Takeaways for scholarly practice and examination themes
- Ethnography can illuminate lived social worlds with depth and nuance, but practitioners must address questions of positionality, representation, and truth-telling.
- Debates about the destruction of field notes, pseudonymity, and verification reveal that methodological norms are contested and culturally embedded.
- The social and political environment (e.g., mass incarceration discourse, Twitter-era discourse) shapes how ethnographic work is received, defended, or attacked.
- The case of Goffman raises fundamental questions about what counts as evidence in social science and how to reconcile two legitimate but potentially incompatible readings of the same scenes: the participant’s experience and the observer’s analysis.
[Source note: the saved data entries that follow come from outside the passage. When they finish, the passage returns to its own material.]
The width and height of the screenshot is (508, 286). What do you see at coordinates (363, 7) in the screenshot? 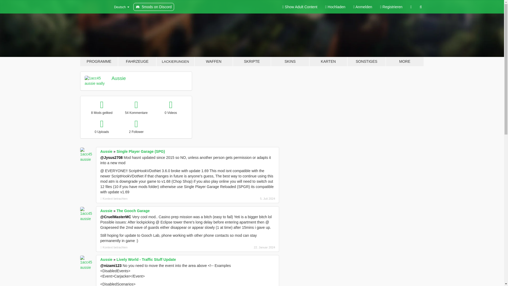
I see `Anmelden` at bounding box center [363, 7].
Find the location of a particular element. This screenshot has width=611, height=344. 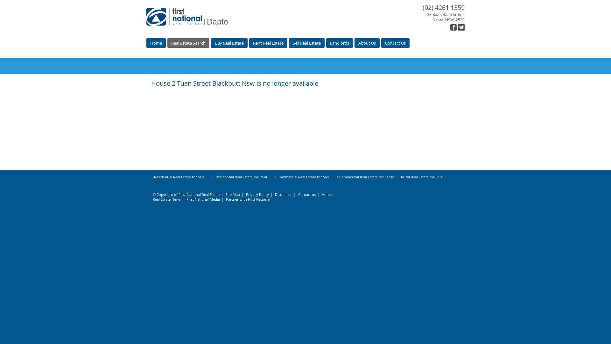

Home is located at coordinates (329, 194).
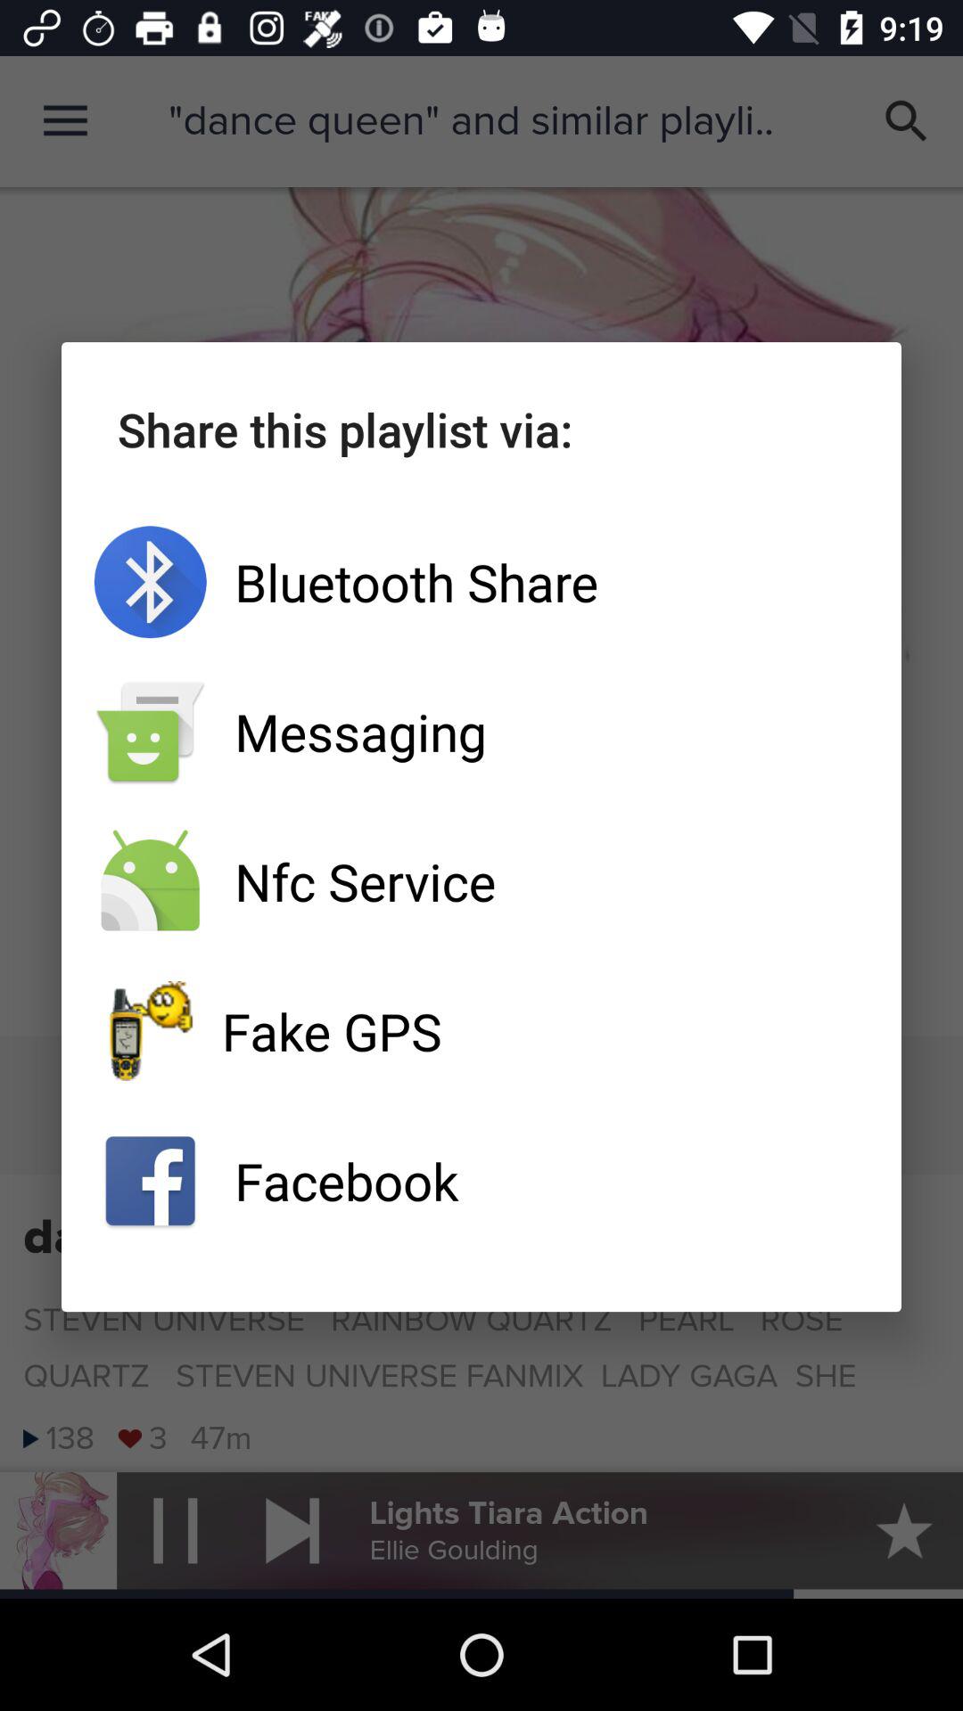 The height and width of the screenshot is (1711, 963). Describe the element at coordinates (481, 582) in the screenshot. I see `flip until bluetooth share` at that location.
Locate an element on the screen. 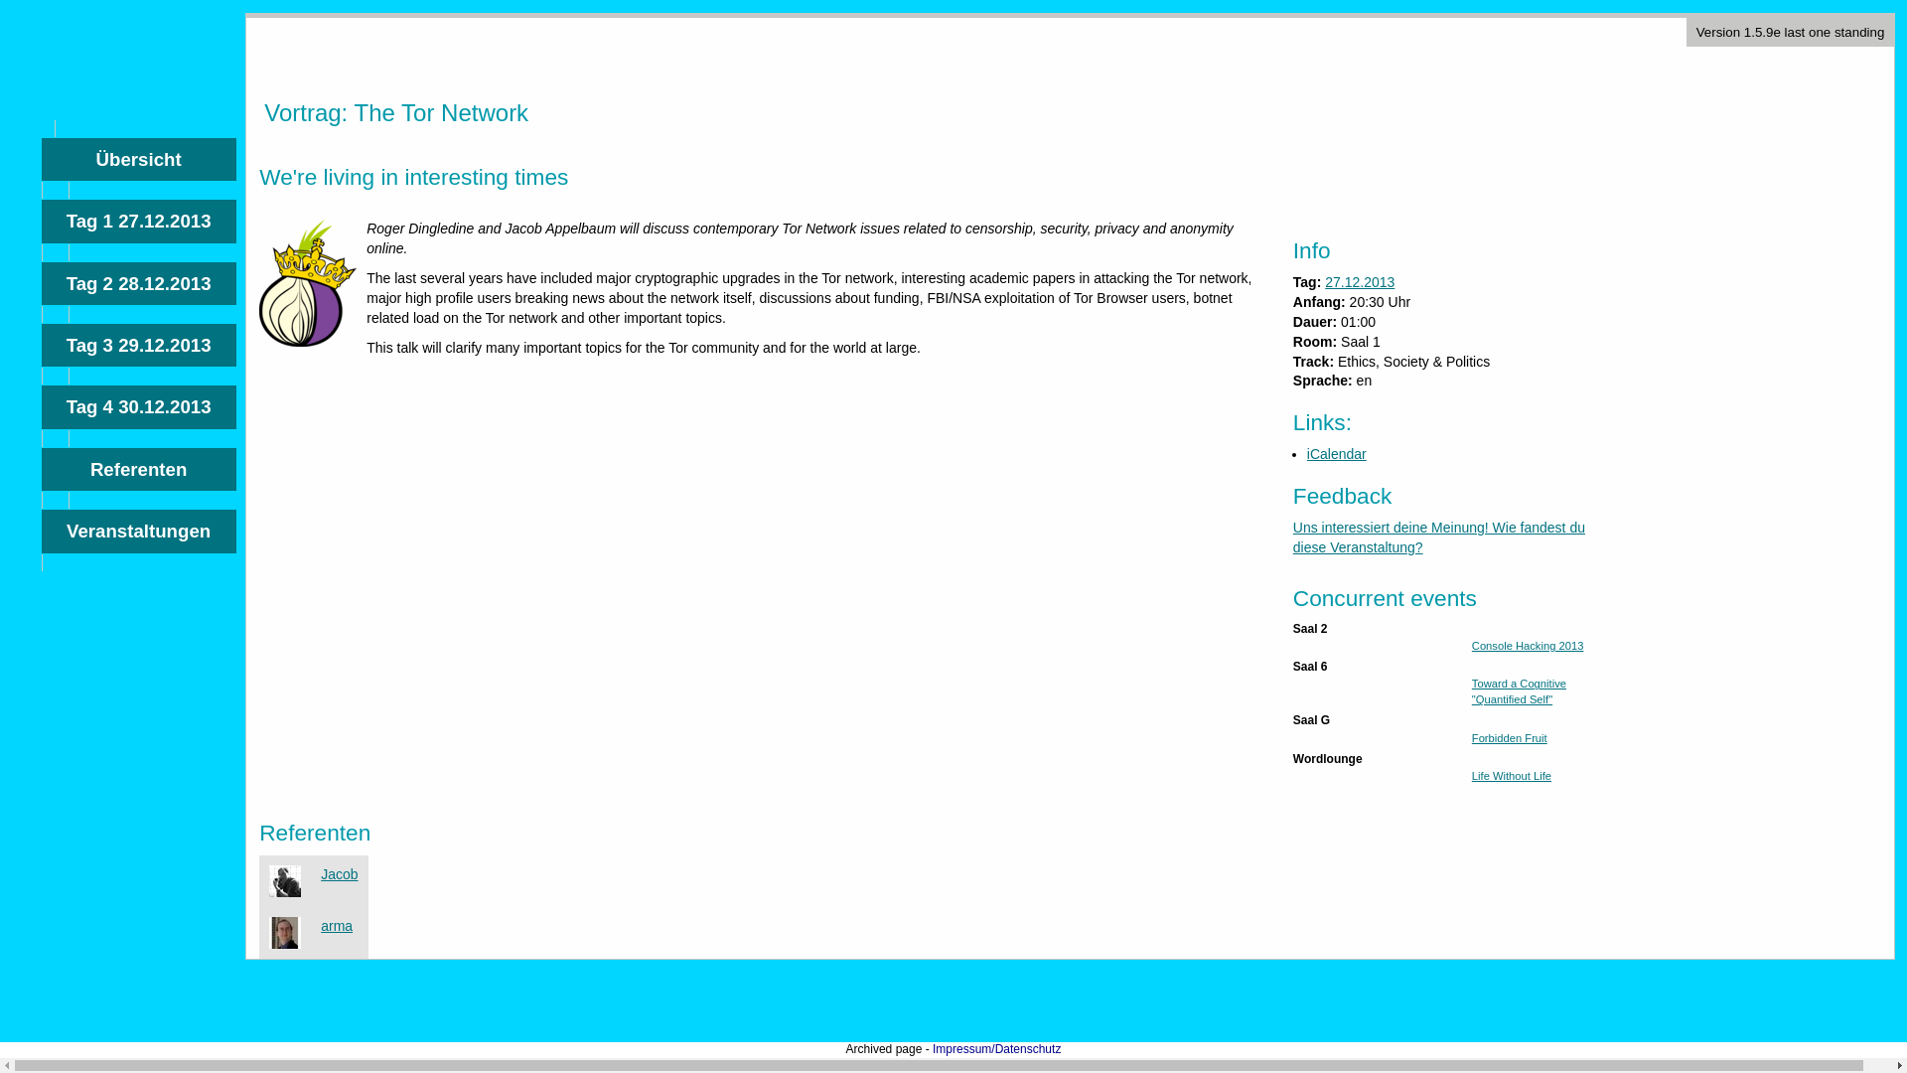 Image resolution: width=1907 pixels, height=1073 pixels. Jacob is located at coordinates (339, 873).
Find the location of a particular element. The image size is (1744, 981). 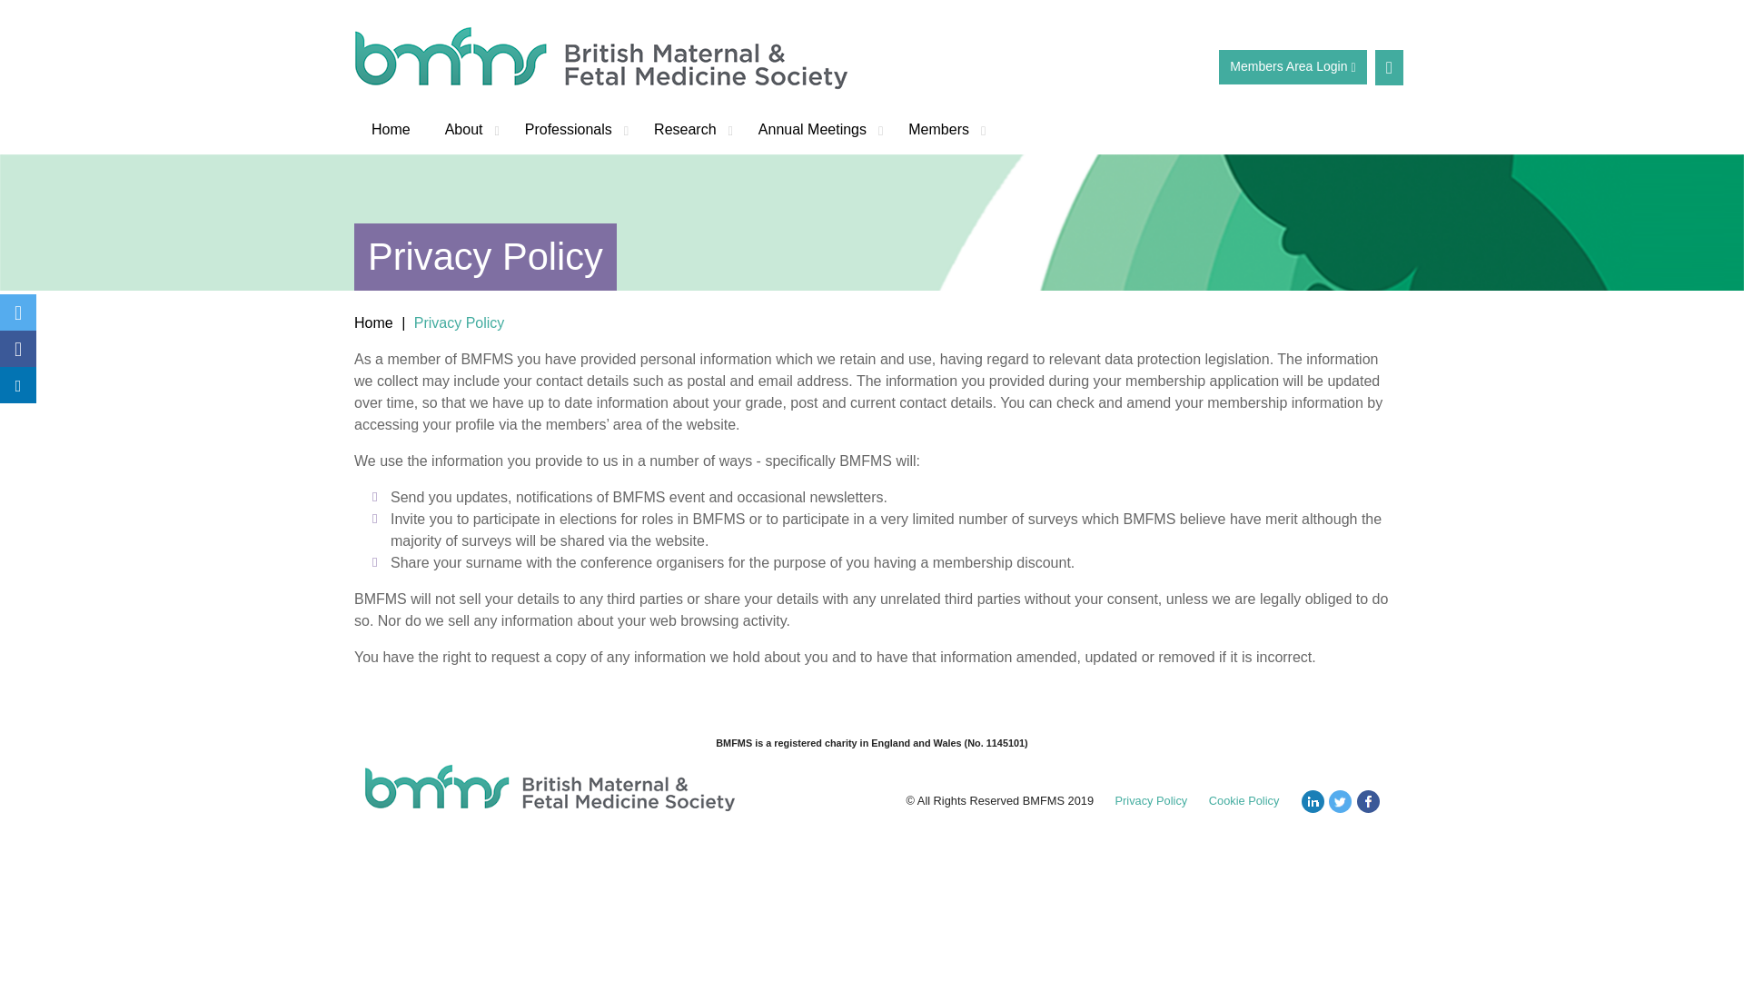

Login to BMFMS is located at coordinates (1292, 67).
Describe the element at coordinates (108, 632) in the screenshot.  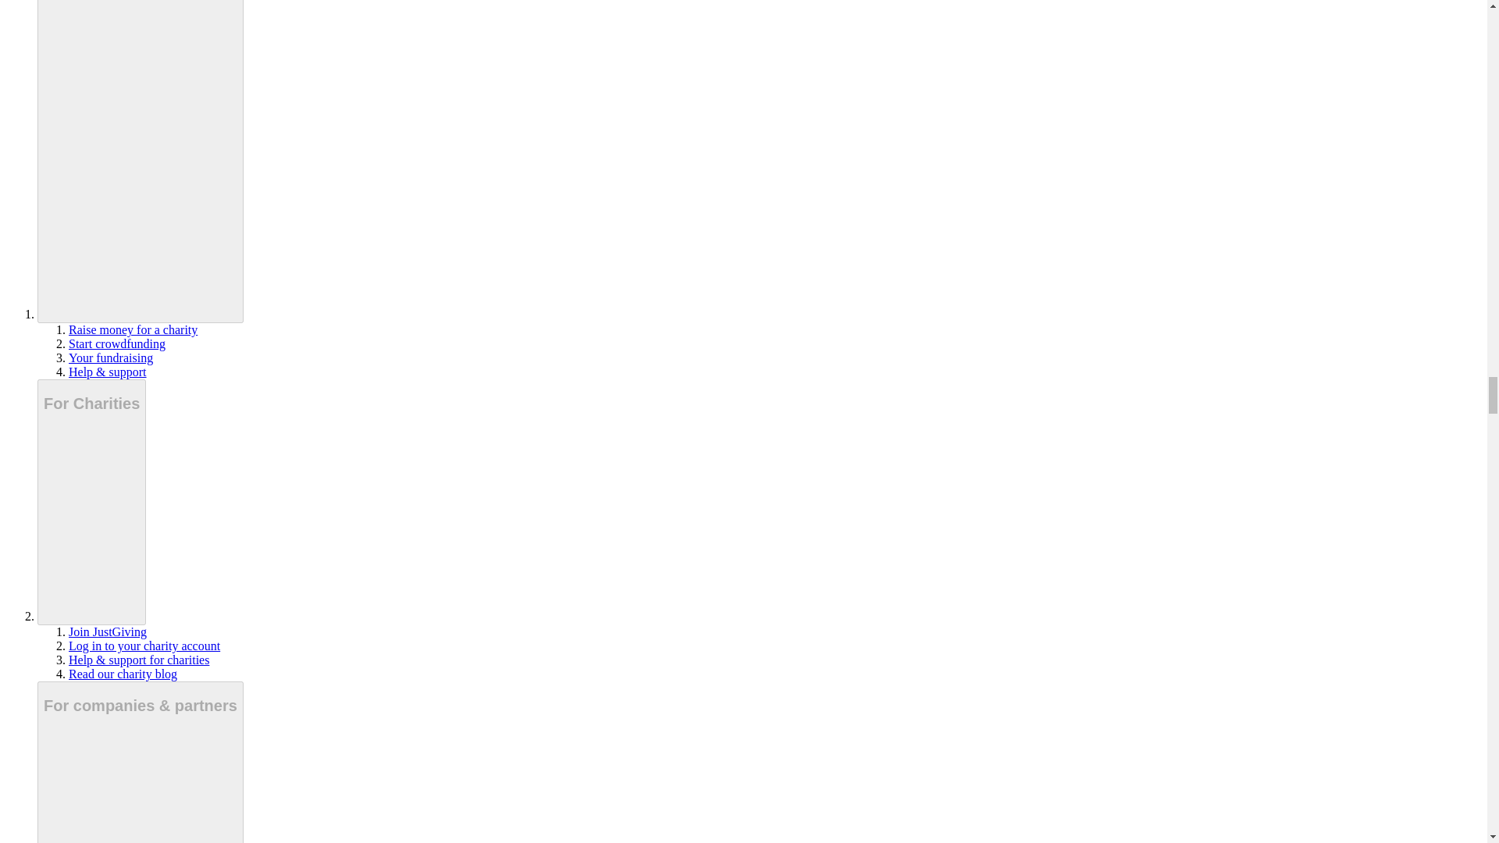
I see `Join JustGiving` at that location.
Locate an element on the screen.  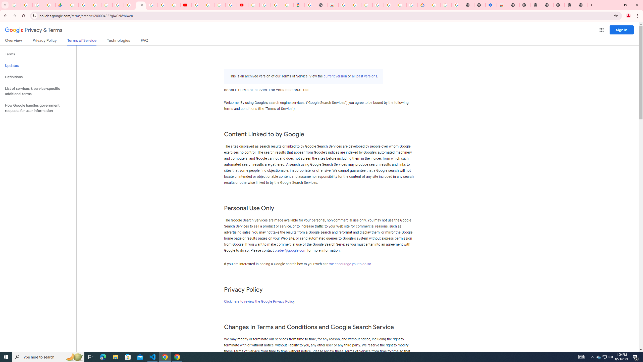
YouTube is located at coordinates (186, 5).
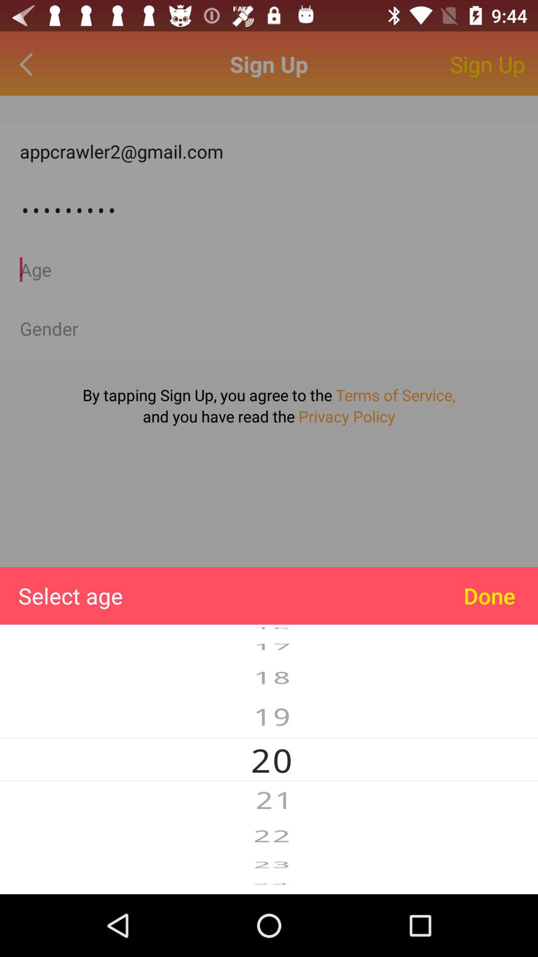 The height and width of the screenshot is (957, 538). What do you see at coordinates (269, 328) in the screenshot?
I see `change gender` at bounding box center [269, 328].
Quick glossary of terms and references mentioned
- On the Run: Goffman’s debut ethnography of a group of young black men in West Philadelphia.
- First Chicago School: early urban ethnography emphasizing detailed, field-based observation and social reform-oriented description.
- Second Chicago School: later emphasis on professionalization and methodological integration with statistics.
- Erving Goffman: founder of dramaturgical theory; emphasis on “presentation of self” and social performance; used as a methodological touchstone for Goffman’s own approach.
- Randall Collins: a sociologist who advised Goffman during her graduate training; notes about “chart Mike’s socio-econ wave” and the value of a self-aware, theoretically informed field diary.
- Laud Humphreys: cited as a cautionary tale about the ethics of fieldwork (tearoom trade).